Addressing a United Nations Climate Change Summit in New York, Prime Minister Kyriakos Mitsotakis said Greece plans to hold a high-level conference in Athens in 2020 on the protection of cultural and natural heritage from climate change.
Echoing Culture Minister Lina Mendoni, he said the effects of climate change are altering cultural artifacts and that by the end of this year his New Democracy government will have in place a new national policy for energy that will include a ban on single-use plastic starting in 2021, the shutdown of lignite-fired power plants by 2028 and the increase in the share of renewable resources to 35 percent by 2030, the state-run Athens-Macedonia News Agency said.
He spoke of the July 23, 2018 wildfires that killed 102 people in areas northeast of the Greek capital and devastated the seaside village of Mati, saying that, “The destruction shook the Greek public deeply,” and that extreme climate conditions made the conflagration so deadly.
The government has put the management of climate change fallout high on its policy agenda, as Greece’s economic future is linked to its ability to protect its unique natural environment, Mitsotakis said, pointing to the rising sea level and and its impact on the country’s shores and islands, as well as the cost of extreme weather like storms, floods and heatwaves.
He also noted that climate change is an obstacle to economic development and prosperity, as it will adversely affect economic sectors such as agriculture and tourism.
He said Greece is fully committed to the Paris Agreement and the UN Agenda for 2030, with its 17 global Sustainable Development Goals and strongly supports the long-term strategic vision by 2050 of an EU economy that does not burden the climate.
Climate change could also disturb traditional ways of life in Greece, he said, adding that Athens will host a high-level conference in 2020 to “adopt a proposal for the protection of cultural and natural heritage from the repercussions of climate change.”
While he’s in New York he’s due to meet on the sidelines of the UN opening of the general assembly with Turkish President Recep Tayyip Erdogan in a bid to defuse growing tensions over Turkish provocations in the Aegean and its drilling for energy in Cypriot sovereign waters.
He’s also expected to meet with US President Donald Trump late in the afternoon on Sept. 24, ahead of Secretary of State Mike Pompeo’s visit to Athens in October, and on Sept. 25 will go to Astoria to meet with the Diaspora.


> _Exercise description_
An exact copy of every record, with no pictures, please.

Excerpts from a figure dataset:
_ _ _ _ _ _ _

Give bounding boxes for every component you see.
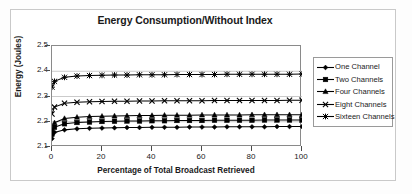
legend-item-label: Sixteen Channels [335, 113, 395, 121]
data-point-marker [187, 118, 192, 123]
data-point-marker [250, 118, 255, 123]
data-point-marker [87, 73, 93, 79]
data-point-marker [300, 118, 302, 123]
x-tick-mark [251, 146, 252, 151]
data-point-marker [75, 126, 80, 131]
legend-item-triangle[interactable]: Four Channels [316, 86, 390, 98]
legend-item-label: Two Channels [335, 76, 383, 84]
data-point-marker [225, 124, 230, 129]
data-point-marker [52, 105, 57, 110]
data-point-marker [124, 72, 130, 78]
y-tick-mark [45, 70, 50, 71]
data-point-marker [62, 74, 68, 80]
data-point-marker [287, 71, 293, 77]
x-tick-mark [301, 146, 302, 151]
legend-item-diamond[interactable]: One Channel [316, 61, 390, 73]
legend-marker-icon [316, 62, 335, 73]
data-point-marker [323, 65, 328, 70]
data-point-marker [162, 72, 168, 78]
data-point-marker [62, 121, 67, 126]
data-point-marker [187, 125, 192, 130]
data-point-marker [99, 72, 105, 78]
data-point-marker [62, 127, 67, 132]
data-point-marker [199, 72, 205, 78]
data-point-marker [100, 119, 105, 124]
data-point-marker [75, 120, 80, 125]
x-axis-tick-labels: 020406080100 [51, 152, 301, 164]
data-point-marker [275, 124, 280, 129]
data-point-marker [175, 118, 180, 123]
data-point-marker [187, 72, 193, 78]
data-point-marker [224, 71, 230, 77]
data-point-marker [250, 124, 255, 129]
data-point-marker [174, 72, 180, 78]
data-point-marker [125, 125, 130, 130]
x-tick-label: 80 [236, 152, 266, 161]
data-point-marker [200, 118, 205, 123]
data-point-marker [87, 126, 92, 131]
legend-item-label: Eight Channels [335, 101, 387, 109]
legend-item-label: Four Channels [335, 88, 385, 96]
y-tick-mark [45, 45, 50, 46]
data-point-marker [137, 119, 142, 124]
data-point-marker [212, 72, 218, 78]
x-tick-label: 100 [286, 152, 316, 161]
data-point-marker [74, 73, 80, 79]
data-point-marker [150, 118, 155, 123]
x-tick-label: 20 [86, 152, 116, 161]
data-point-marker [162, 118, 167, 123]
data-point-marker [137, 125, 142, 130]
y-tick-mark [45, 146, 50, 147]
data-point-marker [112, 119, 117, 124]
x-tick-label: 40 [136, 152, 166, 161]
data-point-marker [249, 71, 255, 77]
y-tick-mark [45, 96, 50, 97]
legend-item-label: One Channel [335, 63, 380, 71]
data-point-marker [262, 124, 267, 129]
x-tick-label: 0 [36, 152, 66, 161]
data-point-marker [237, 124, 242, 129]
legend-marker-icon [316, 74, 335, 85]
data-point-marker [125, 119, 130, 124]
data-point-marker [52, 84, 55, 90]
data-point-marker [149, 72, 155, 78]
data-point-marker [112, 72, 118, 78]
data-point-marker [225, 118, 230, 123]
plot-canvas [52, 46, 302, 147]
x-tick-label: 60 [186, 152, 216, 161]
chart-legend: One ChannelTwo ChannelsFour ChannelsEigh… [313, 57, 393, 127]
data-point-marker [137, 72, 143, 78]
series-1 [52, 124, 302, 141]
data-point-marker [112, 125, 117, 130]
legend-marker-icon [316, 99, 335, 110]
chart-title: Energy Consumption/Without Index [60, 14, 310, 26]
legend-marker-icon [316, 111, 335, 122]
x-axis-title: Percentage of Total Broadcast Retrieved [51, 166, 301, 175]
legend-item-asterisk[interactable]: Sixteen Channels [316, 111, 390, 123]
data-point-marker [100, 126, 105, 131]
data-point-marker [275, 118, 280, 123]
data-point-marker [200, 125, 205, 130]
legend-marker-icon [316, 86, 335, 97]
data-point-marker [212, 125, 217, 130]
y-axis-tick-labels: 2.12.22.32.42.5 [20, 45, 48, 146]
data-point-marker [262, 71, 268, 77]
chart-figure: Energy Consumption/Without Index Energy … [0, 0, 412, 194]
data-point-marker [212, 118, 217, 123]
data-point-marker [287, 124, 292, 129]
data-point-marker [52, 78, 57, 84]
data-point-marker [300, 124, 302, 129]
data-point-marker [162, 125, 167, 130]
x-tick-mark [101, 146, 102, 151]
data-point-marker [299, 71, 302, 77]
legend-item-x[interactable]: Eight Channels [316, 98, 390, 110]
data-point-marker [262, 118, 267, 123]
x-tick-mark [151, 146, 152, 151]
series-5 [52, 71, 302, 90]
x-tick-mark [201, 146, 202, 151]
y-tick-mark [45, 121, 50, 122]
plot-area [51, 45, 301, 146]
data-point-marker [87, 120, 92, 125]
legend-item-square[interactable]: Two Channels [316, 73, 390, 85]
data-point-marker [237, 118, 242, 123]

_ _ _ _ _ _ _

> _Answer below_
Give bounding boxes for every component you see.
legend-item-label: Sixteen Channels [335, 113, 395, 121]
data-point-marker [187, 118, 192, 123]
data-point-marker [250, 118, 255, 123]
data-point-marker [87, 73, 93, 79]
data-point-marker [300, 118, 302, 123]
x-tick-mark [251, 146, 252, 151]
data-point-marker [75, 126, 80, 131]
legend-item-triangle[interactable]: Four Channels [316, 86, 390, 98]
legend-item-label: Two Channels [335, 76, 383, 84]
data-point-marker [225, 124, 230, 129]
data-point-marker [52, 105, 57, 110]
data-point-marker [124, 72, 130, 78]
y-tick-mark [45, 70, 50, 71]
data-point-marker [62, 74, 68, 80]
data-point-marker [287, 71, 293, 77]
x-tick-mark [301, 146, 302, 151]
legend-item-diamond[interactable]: One Channel [316, 61, 390, 73]
legend-marker-icon [316, 62, 335, 73]
data-point-marker [323, 65, 328, 70]
data-point-marker [162, 72, 168, 78]
data-point-marker [62, 121, 67, 126]
data-point-marker [187, 125, 192, 130]
data-point-marker [99, 72, 105, 78]
data-point-marker [62, 127, 67, 132]
data-point-marker [199, 72, 205, 78]
data-point-marker [100, 119, 105, 124]
data-point-marker [75, 120, 80, 125]
x-axis-tick-labels: 020406080100 [51, 152, 301, 164]
data-point-marker [275, 124, 280, 129]
data-point-marker [175, 118, 180, 123]
data-point-marker [187, 72, 193, 78]
data-point-marker [224, 71, 230, 77]
data-point-marker [250, 124, 255, 129]
data-point-marker [174, 72, 180, 78]
data-point-marker [125, 125, 130, 130]
x-tick-label: 80 [236, 152, 266, 161]
data-point-marker [200, 118, 205, 123]
data-point-marker [87, 126, 92, 131]
legend-item-label: Eight Channels [335, 101, 387, 109]
legend-item-label: Four Channels [335, 88, 385, 96]
y-tick-mark [45, 45, 50, 46]
data-point-marker [137, 119, 142, 124]
data-point-marker [212, 72, 218, 78]
x-tick-label: 100 [286, 152, 316, 161]
data-point-marker [74, 73, 80, 79]
data-point-marker [150, 118, 155, 123]
x-tick-label: 20 [86, 152, 116, 161]
data-point-marker [162, 118, 167, 123]
data-point-marker [137, 125, 142, 130]
y-tick-mark [45, 146, 50, 147]
data-point-marker [112, 119, 117, 124]
x-tick-label: 40 [136, 152, 166, 161]
data-point-marker [249, 71, 255, 77]
y-tick-mark [45, 96, 50, 97]
legend-item-label: One Channel [335, 63, 380, 71]
data-point-marker [262, 124, 267, 129]
x-tick-label: 0 [36, 152, 66, 161]
data-point-marker [237, 124, 242, 129]
legend-marker-icon [316, 74, 335, 85]
data-point-marker [125, 119, 130, 124]
data-point-marker [52, 84, 55, 90]
data-point-marker [149, 72, 155, 78]
data-point-marker [112, 72, 118, 78]
data-point-marker [225, 118, 230, 123]
plot-canvas [52, 46, 302, 147]
x-tick-label: 60 [186, 152, 216, 161]
chart-legend: One ChannelTwo ChannelsFour ChannelsEigh… [313, 57, 393, 127]
data-point-marker [137, 72, 143, 78]
series-1 [52, 124, 302, 141]
data-point-marker [112, 125, 117, 130]
legend-marker-icon [316, 99, 335, 110]
chart-title: Energy Consumption/Without Index [60, 14, 310, 26]
legend-marker-icon [316, 111, 335, 122]
x-axis-title: Percentage of Total Broadcast Retrieved [51, 166, 301, 175]
legend-item-asterisk[interactable]: Sixteen Channels [316, 111, 390, 123]
data-point-marker [100, 126, 105, 131]
data-point-marker [275, 118, 280, 123]
data-point-marker [200, 125, 205, 130]
legend-marker-icon [316, 86, 335, 97]
data-point-marker [212, 125, 217, 130]
y-axis-tick-labels: 2.12.22.32.42.5 [20, 45, 48, 146]
data-point-marker [262, 71, 268, 77]
chart-figure: Energy Consumption/Without Index Energy … [0, 0, 412, 194]
data-point-marker [212, 118, 217, 123]
data-point-marker [287, 124, 292, 129]
data-point-marker [52, 78, 57, 84]
data-point-marker [300, 124, 302, 129]
data-point-marker [162, 125, 167, 130]
x-tick-mark [101, 146, 102, 151]
data-point-marker [299, 71, 302, 77]
legend-item-x[interactable]: Eight Channels [316, 98, 390, 110]
data-point-marker [262, 118, 267, 123]
x-tick-mark [151, 146, 152, 151]
series-5 [52, 71, 302, 90]
x-tick-mark [201, 146, 202, 151]
y-tick-mark [45, 121, 50, 122]
plot-area [51, 45, 301, 146]
data-point-marker [87, 120, 92, 125]
legend-item-square[interactable]: Two Channels [316, 73, 390, 85]
data-point-marker [237, 118, 242, 123]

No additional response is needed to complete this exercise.